Nearly 900 days since its last research dive—and the most extensive upgrade in its nearly 50-year history—the submersible Alvin is scheduled to return to the depths this morning on a science mission. Everyone on board the R/V Atlantis, from scientists to pilots to ship’s crew, is abuzz and eager to launch the new, improved sub.
In the sub will be veteran Alvin pilot Bob Waters and Susan Humphris, a marine geochemist at Woods Hole Oceanographic Institution. Humphris has more than 30 dives in the sub and was the lead scientist responsible for completion of the upgrade.
“Susan is the scientist who is most intimately familiar with what the sub can do and soon to be the most intimately familiar with what it will do,” said Pete Girguis of Harvard University, chief scientist on the research cruise.
The third passenger will be Nate Brown, a pilot-in-training. For him, this dive will be doubly historic: Alvin‘s 4,679th dive will be his first.
The site chosen for the first dive is called Viosca Knoll (VK) 862. “It’s an area of fantastic deep-sea coral communities,” said Amanda Demopoulos, a research scientist at the U.S. Geological Survey who has studied the site.
This area on the continental shelf of the Gulf of Mexico has mounds of carbonate rock that provide hard surfaces for the corals to colonize. The coral colonies that grow here range in color from white to salmon to red. Many are large, slow-growing, and long-lived. Black corals (Leiopathes spp.) collected from this area have been estimated to be more than 2,000 years old, based on age estimates from Demopoulos’ USGS colleague, Nancy Prouty.
But corals are not the primary goal of this dive. VK 862 is also shallow, only 312 meters (less than 1,000 feet). Typical Alvin dives go far deeper and take 90 minutes to two hours for the sub to reach the seafloor. Here, it will only take 15 to 20 minutes for Alvin to descend to the site, and the same to return to the surface. That leaves more time at the bottom for Waters, Humphris, and Brown to test a dramatically reconfigured and rebuilt sub.
They will evaluate Alvin‘s attitude—how level it sits when it is neutrally buoyant at depth. They will check its propulsion system, which includes a new lateral thruster, and assess its ability to respond to commands to maneuver carefully around obstacles or hold position while taking a sample around pristine and delicate ecosystems. They will experiment with the new Alvin‘s more flexible manipulator arms in concert with its two new forward-facing viewports, which allow pilots and observers to look at the same thing simultaneously. They will also perform more basic operations, including driving a straight line across an area of flat, relatively featureless seafloor to assess the new sub’s transit speed between sites of interest that may, at other locations, be a mile or more apart, and how much energy it uses in the process. If time permits, they will also visit coral sites to test how best to configure the sub’s improved lighting and HD camera systems.
“This being a new vehicle, there are bound to be hiccups,” said Humphris. “But that is why we are out here—to test the systems and figure out what needs changing.”
That’s a good day’s work, and by the end of the day, we’ll get our initial glimpse of how the new Alvin fared in the water.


Begin at the line below that holds "Where is rabbit? Use bbox=(X1, Y1, X2, Y2)." and end at the line that holds "What are the coordinates of human face?", transcribing each line exactly and skipping any picture.

*DATA FOR THIS EXERCISE*:
┏━━
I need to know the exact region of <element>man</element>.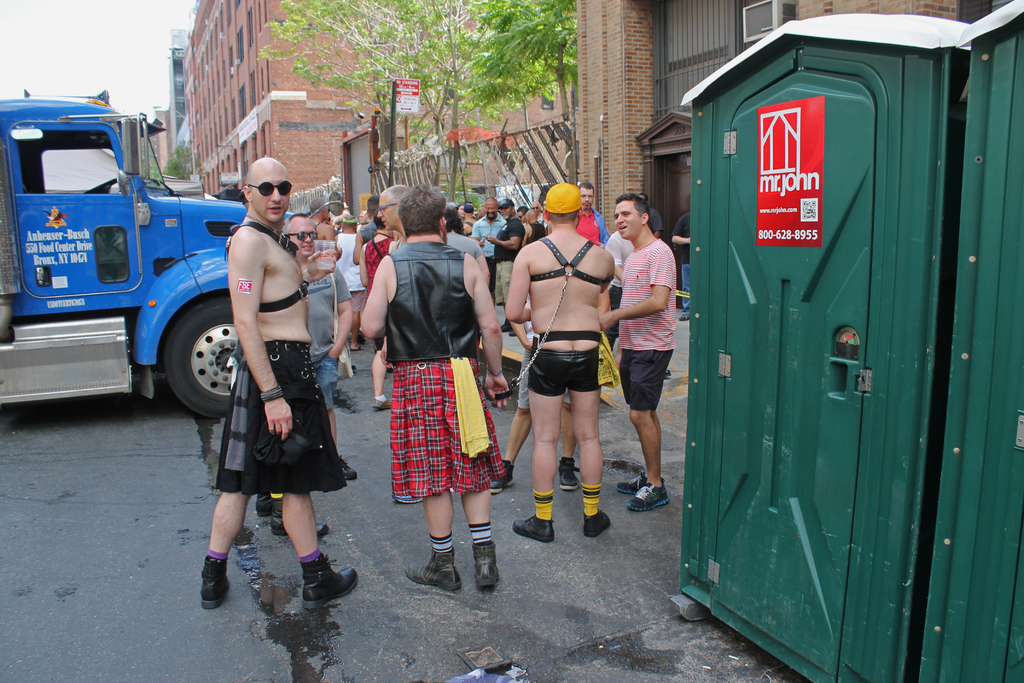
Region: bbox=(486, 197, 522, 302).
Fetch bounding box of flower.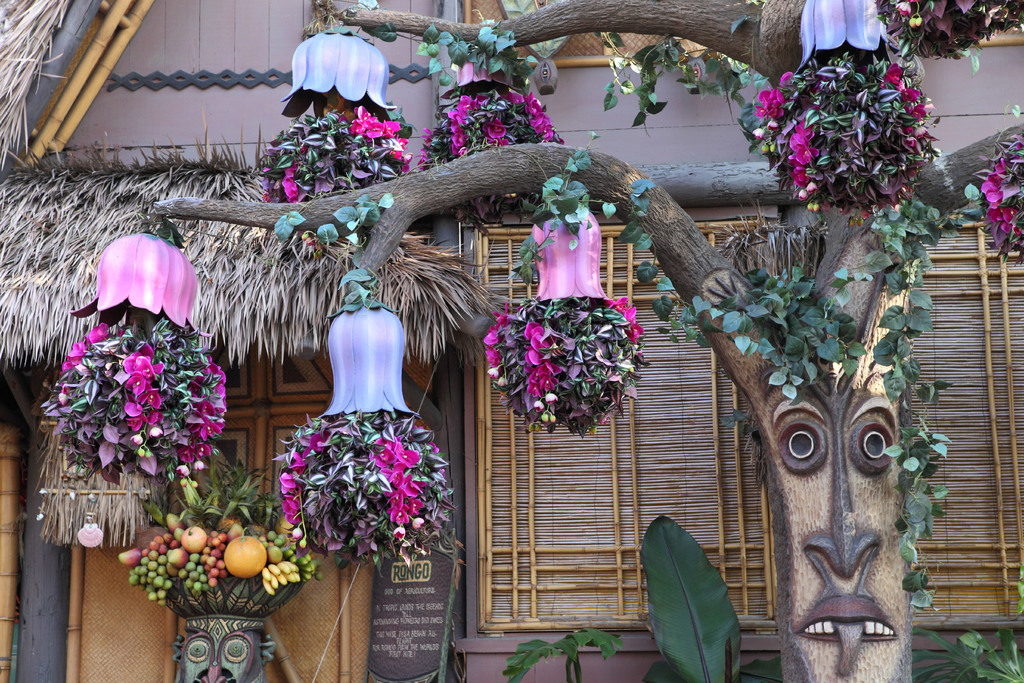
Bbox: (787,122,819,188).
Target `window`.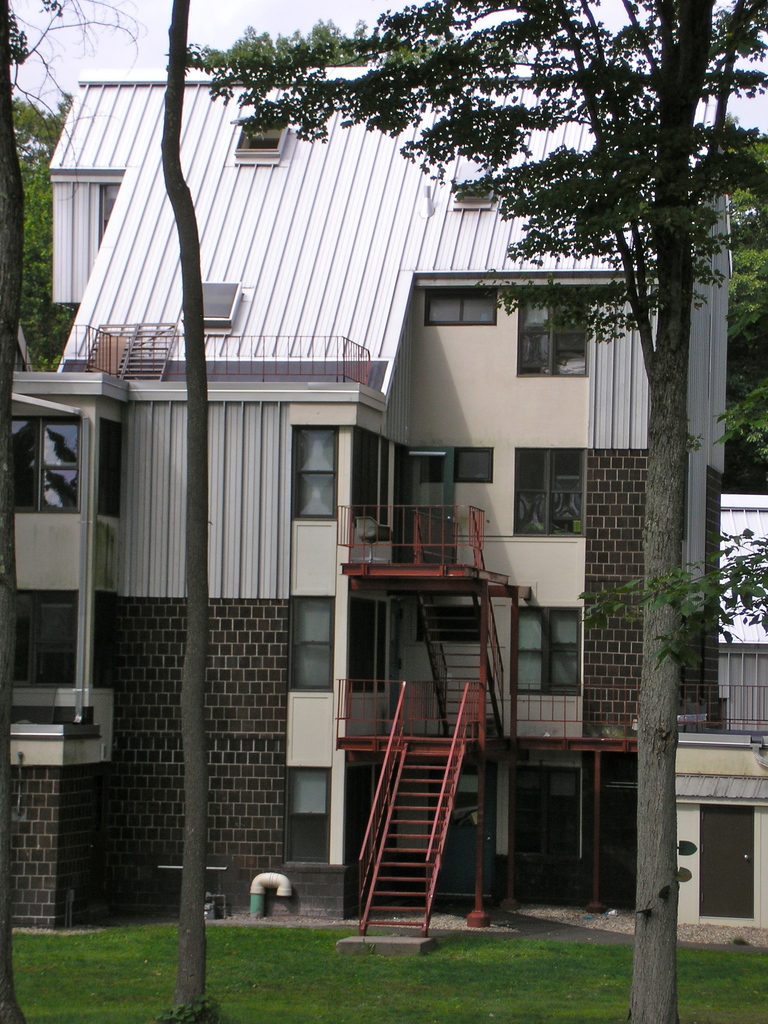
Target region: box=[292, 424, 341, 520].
┗━━
┏━━
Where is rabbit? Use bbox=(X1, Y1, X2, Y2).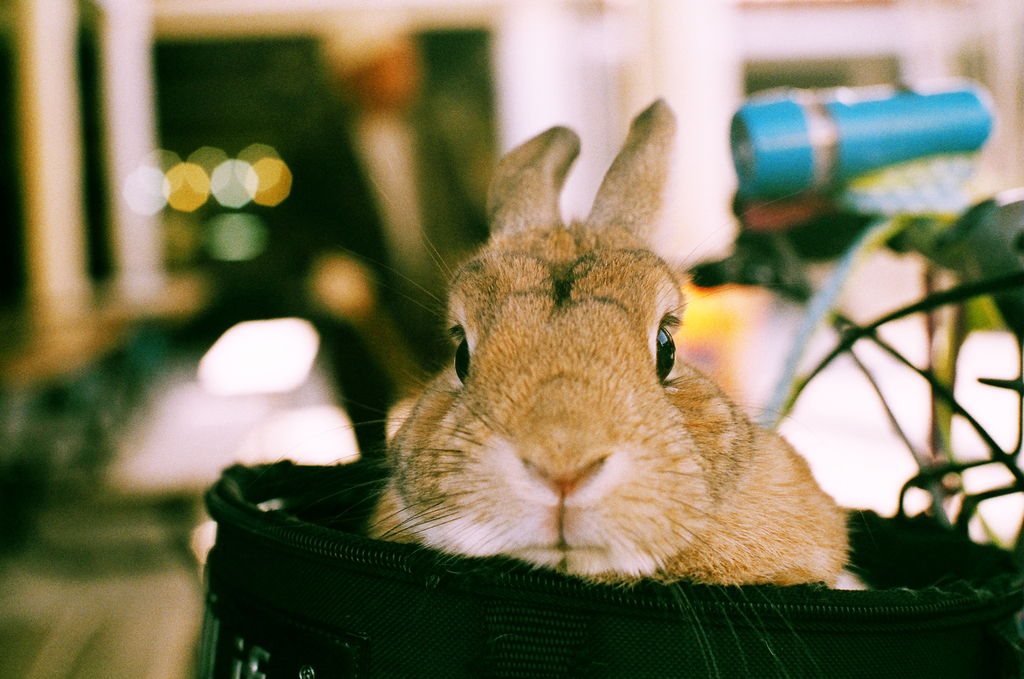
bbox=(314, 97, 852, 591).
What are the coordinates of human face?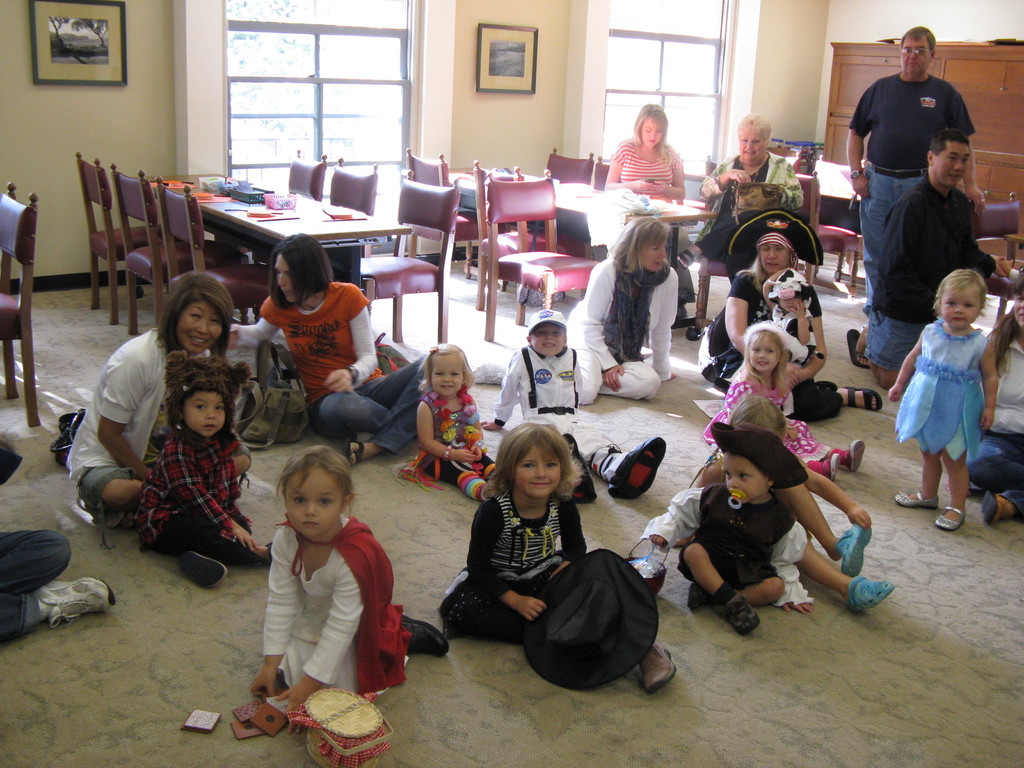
┗━━
*WRITTEN RESPONSE*:
Where is rabbit? Use bbox=(X1, Y1, X2, Y2).
bbox=(314, 97, 852, 591).
What are the coordinates of human face?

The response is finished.